Belle sighed. ‘But we really don’t need to talk about this, certainly not here. It happened, it was a long time ago and it’s not relevant any longer. I don’t want either of us to feel uncomfortable about something we did ten years ago, because like you said, it was nothing more than sex.’
‘Had you wanted to see me on your last night?’
A flicker of uncertainty flared inside her. Was it possible that he regretted missing out on their last night together as much as she had? If the abrupt text message he’d sent the next morning after she’d apologised for not meeting up with him was anything to go by, then no, he hadn’t regretted it. Yet despite him probably not feeling the same way, she wanted to be honest with him.
‘Oh my God, I wanted to see you so much.’ It was her turn to keep her voice hushed, aware of his family around them, Caleb most of all. ‘That whole night was a disaster and I had no way of contacting you until I got my phone back.’
‘Because Gem had it,’ Diego said with a shrug. ‘And you had to look after your friend.’

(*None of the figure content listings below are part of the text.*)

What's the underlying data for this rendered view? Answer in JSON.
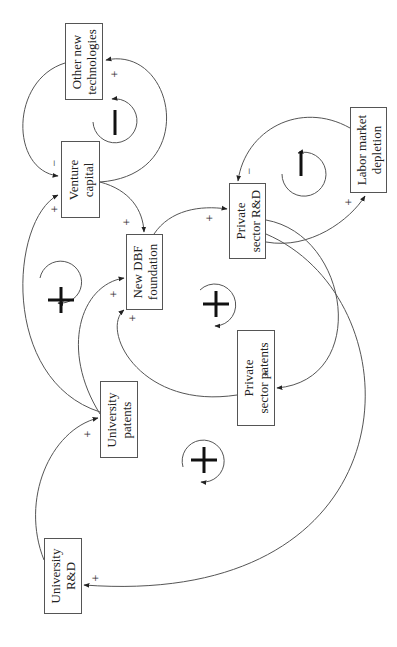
{
  "diagram": {
    "type": "causal-loop-diagram",
    "orientation": "rotated-90-ccw",
    "nodes": [
      {
        "id": "other_new_technologies",
        "label_line1": "Other new",
        "label_line2": "technologies"
      },
      {
        "id": "venture_capital",
        "label_line1": "Venture",
        "label_line2": "capital"
      },
      {
        "id": "new_dbf_foundation",
        "label_line1": "New DBF",
        "label_line2": "foundation"
      },
      {
        "id": "private_sector_rd",
        "label_line1": "Private",
        "label_line2": "sector R&D"
      },
      {
        "id": "labor_market_depletion",
        "label_line1": "Labor market",
        "label_line2": "depletion"
      },
      {
        "id": "private_sector_patents",
        "label_line1": "Private",
        "label_line2": "sector patents"
      },
      {
        "id": "university_patents",
        "label_line1": "University",
        "label_line2": "patents"
      },
      {
        "id": "university_rd",
        "label_line1": "University",
        "label_line2": "R&D"
      }
    ],
    "links": [
      {
        "from": "venture_capital",
        "to": "other_new_technologies",
        "polarity": "+"
      },
      {
        "from": "other_new_technologies",
        "to": "venture_capital",
        "polarity": "−"
      },
      {
        "from": "university_patents",
        "to": "venture_capital",
        "polarity": "+"
      },
      {
        "from": "venture_capital",
        "to": "new_dbf_foundation",
        "polarity": "+"
      },
      {
        "from": "university_patents",
        "to": "new_dbf_foundation",
        "polarity": "+"
      },
      {
        "from": "private_sector_patents",
        "to": "new_dbf_foundation",
        "polarity": "+"
      },
      {
        "from": "new_dbf_foundation",
        "to": "private_sector_rd",
        "polarity": "+"
      },
      {
        "from": "private_sector_rd",
        "to": "labor_market_depletion",
        "polarity": "+"
      },
      {
        "from": "labor_market_depletion",
        "to": "private_sector_rd",
        "polarity": "−"
      },
      {
        "from": "private_sector_rd",
        "to": "private_sector_patents",
        "polarity": "+"
      },
      {
        "from": "private_sector_rd",
        "to": "university_rd",
        "polarity": "+"
      },
      {
        "from": "university_rd",
        "to": "university_patents",
        "polarity": "+"
      }
    ],
    "loops": [
      {
        "id": "loop_vc_tech",
        "symbol": "—",
        "type": "balancing"
      },
      {
        "id": "loop_labor",
        "symbol": "—",
        "type": "balancing"
      },
      {
        "id": "loop_left",
        "symbol": "+",
        "type": "reinforcing"
      },
      {
        "id": "loop_center",
        "symbol": "+",
        "type": "reinforcing"
      },
      {
        "id": "loop_bottom",
        "symbol": "+",
        "type": "reinforcing"
      }
    ],
    "signs": {
      "plus": "+",
      "minus": "−"
    },
    "colors": {
      "line": "#555555",
      "text": "#222222",
      "background": "#ffffff"
    }
  }
}
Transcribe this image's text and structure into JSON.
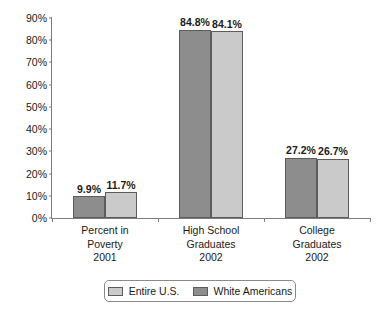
{
  "chart_data": {
    "type": "bar",
    "title": "",
    "subtitle": "",
    "xlabel": "",
    "ylabel": "",
    "ylim": [
      0,
      90
    ],
    "ytick_labels": [
      "0%",
      "10%",
      "20%",
      "30%",
      "40%",
      "50%",
      "60%",
      "70%",
      "80%",
      "90%"
    ],
    "ytick_values": [
      0,
      10,
      20,
      30,
      40,
      50,
      60,
      70,
      80,
      90
    ],
    "grid": false,
    "legend_position": "bottom",
    "value_label_suffix": "%",
    "categories": [
      {
        "line1": "Percent in",
        "line2": "Poverty",
        "line3": "2001"
      },
      {
        "line1": "High School",
        "line2": "Graduates",
        "line3": "2002"
      },
      {
        "line1": "College",
        "line2": "Graduates",
        "line3": "2002"
      }
    ],
    "series": [
      {
        "name": "White Americans",
        "color": "#8d8d8d",
        "values": [
          9.9,
          84.8,
          27.2
        ],
        "value_labels": [
          "9.9%",
          "84.8%",
          "27.2%"
        ]
      },
      {
        "name": "Entire U.S.",
        "color": "#cacaca",
        "values": [
          11.7,
          84.1,
          26.7
        ],
        "value_labels": [
          "11.7%",
          "84.1%",
          "26.7%"
        ]
      }
    ],
    "legend_entries": [
      {
        "label": "Entire U.S.",
        "color": "#cacaca",
        "series_index": 1
      },
      {
        "label": "White Americans",
        "color": "#8d8d8d",
        "series_index": 0
      }
    ]
  },
  "colors": {
    "axis": "#7d7d7d",
    "bar_border": "#5c5c5c",
    "text": "#1a1a1a",
    "background": "#ffffff",
    "dark_gray": "#8d8d8d",
    "light_gray": "#cacaca"
  }
}
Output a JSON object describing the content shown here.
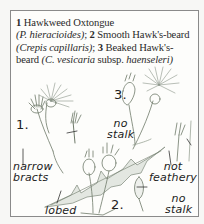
{
  "caption": {
    "entries": [
      {
        "number": "1",
        "common": "Hawkweed Oxtongue",
        "latin": "(P. hieracioides)",
        "sep": ";"
      },
      {
        "number": "2",
        "common": "Smooth Hawk's-beard",
        "latin": "(Crepis capillaris)",
        "sep": ";"
      },
      {
        "number": "3",
        "common": "Beaked Hawk's-beard",
        "latin": "(C. vesicaria",
        "latin_suffix": "subsp.",
        "latin_end": "haenseleri)"
      }
    ]
  },
  "figure_labels": {
    "plant_1": "1.",
    "plant_2": "2.",
    "plant_3": "3.",
    "no_stalk_top": [
      "no",
      "stalk"
    ],
    "narrow_bracts": [
      "narrow",
      "bracts"
    ],
    "lobed": "lobed",
    "not_feathery": [
      "not",
      "feathery"
    ],
    "no_stalk_bottom": [
      "no",
      "stalk"
    ]
  },
  "colors": {
    "frame": "#8a8a8a",
    "ink": "#222222",
    "sketch": "#6f7a6a",
    "leaf": "#9aa597",
    "background": "#fdfdfb"
  }
}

‘Yeah, I couldn’t leave her, and after I lost Gem and had no way of contacting her or you…’ Her voice trailed off.
The cologne he wore wasn’t as overpowering as it used to be, a more subtle vanilla and oak scent that she was only picking up on because they were leaning close. Ten years ago it had been strong and zesty and in-her-face, as bold as he’d been. And it was only talking to him now, remembering, that she was connecting things. There had been a zesty cologne on Gem too when she’d got back to their hotel after being out all night.
Belle sat up straighter on the bench as thoughts chased round her head. ‘You remembered Gem’s name,’ she repeated, ‘but only have vague memories of me…’
‘I did remember you.’
‘Only once I jogged your memory about who I was.’ Her thoughts spiralled tighter and tighter. ‘You just said Gem had my phone, but there’s no way you could know that, because I never told you. Unless…’ Suddenly her muddled thoughts were replaced by absolute clarity. ‘Unless you were with Gem that night. You were, weren’t you?’
Diego glanced around at his family, opened his mouth then shut it as he turned back to Belle. ‘It’s difficult to explain what happened and how we ended up together?—’
‘Oh my God, you really were! How the hell did you two…’ She held up her hand and lowered her voice. ‘Actually, I don’t want to hear any more.’ Her heart pounded and her skin crawled with a sudden uncomfortable heat. She scrambled off the bench and paced away from him. Feeling utterly foolish, she retreated inside to find the bathroom. The last thing she wanted to do was have a conversation about what he’d got up to with one of her best friends while surrounded by his family. While Caleb was here.
Everything she’d believed about Diego, about their time together, what he’d meant to her and what she’d possibly meant to him, had been destroyed by a well-hidden truth that she hadn’t had a clue about. Until now.